Proof of Stake is an emerging replacement for Proof of Work that attempts to tackle the energy consumption (and hardware race) that pervade the current generations of chains. In Proof of Stake, miners post (or stake) a quantity of the chains currency so that they get a reward for signing a block, in the form of transaction fees, and stand to lose their stake if they sign a block in a way that is inconsistent with the rule of the chain. Ie. No double spend.

Let’s try a simple thought experiment. Consider a room with seven people in it, each place a hundred-dollar bill on a table in the middle of the room. This money is their stake; now, two of the seven agree to a deal, one will loan the other ten dollars returned the next day. They write down the agreement on a slip of paper and place it on the stake table. We now choose, at random, one of the seven people in the room to notarize the document. They read the paper and add their signature to say that this is a valid transaction. The other six can examine the document and validate that the terms of the transaction are consistent with the rules of the room. Assuming that everybody agrees, the transaction is binding. Each of the people in the room gets a small payment for validating the transaction. The people making the trade provided the fee. This fee provides compensation for having assets locked up as the stake.

Now imagine that the person selected to validate is one of the two people who are part of the transaction or colluding. They sign the document even though it breaks the rules of the room. Now when the other people in the room validate the trade and more than fifty percent of the room indicate that this contract is invalid, the trade is undone. The stake belonging to the verifier is removed from the table and is divided equally between the other six people. The seventh person no longer has a stake and can no longer participate in the validation, and they are out their one hundred dollar stake. Since the stake value outweighed the value of the validating transaction, it is not in the person’s interest to lie.

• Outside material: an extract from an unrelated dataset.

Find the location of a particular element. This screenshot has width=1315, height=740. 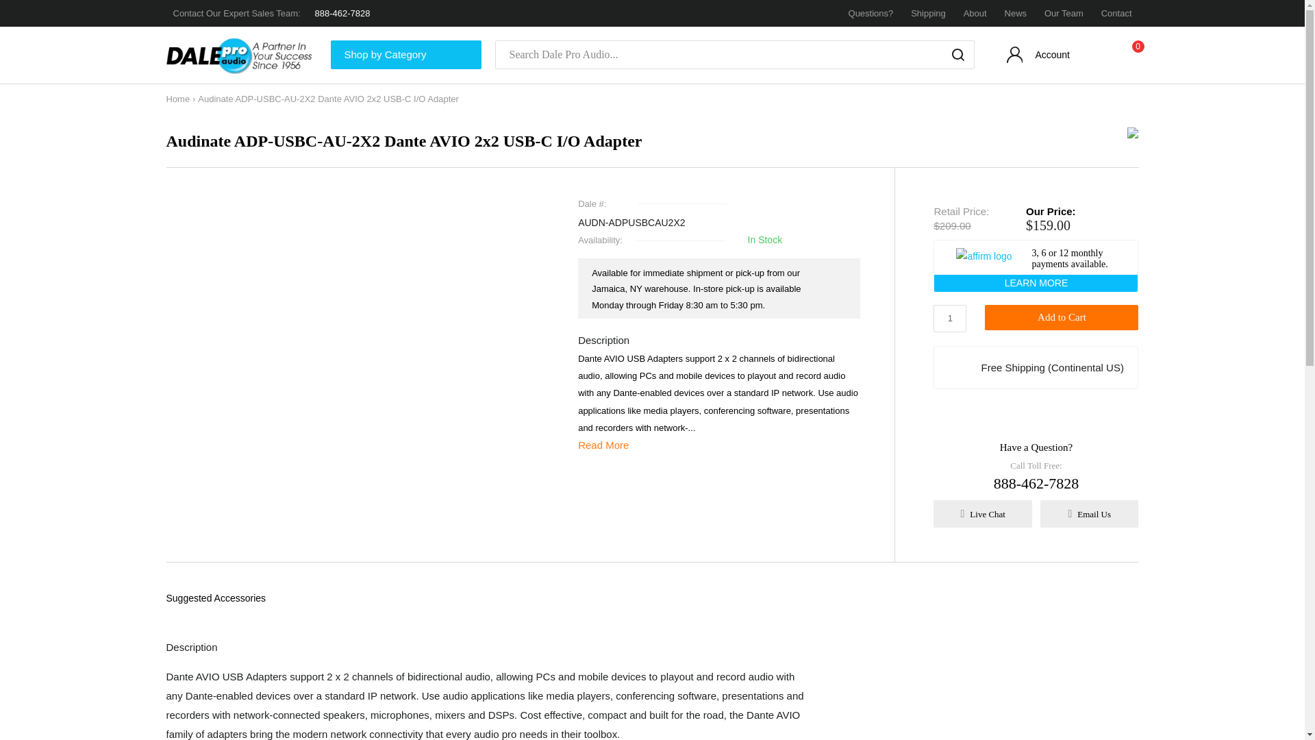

When you have more than fifty percent of the participants’ act honestly, the system works. For this, they get to keep their stake, and they get fairly compensated for their actions. While for one transaction, it might be worth defrauding the system; when you look at the total, it is overwhelmingly in their interest to behave honestly.

An interesting observation about proof of stake is that it needs the items you are staking to be valuable. This observation is one of the core reasons Ethereum started with a Proof of Work system and is working on switching to Proof of Stake now that Ether is highly valued.

We have yet to see a Proof of Stake system working at scale with high value at risk, over the next few years we will see how well they replace Proof of Work.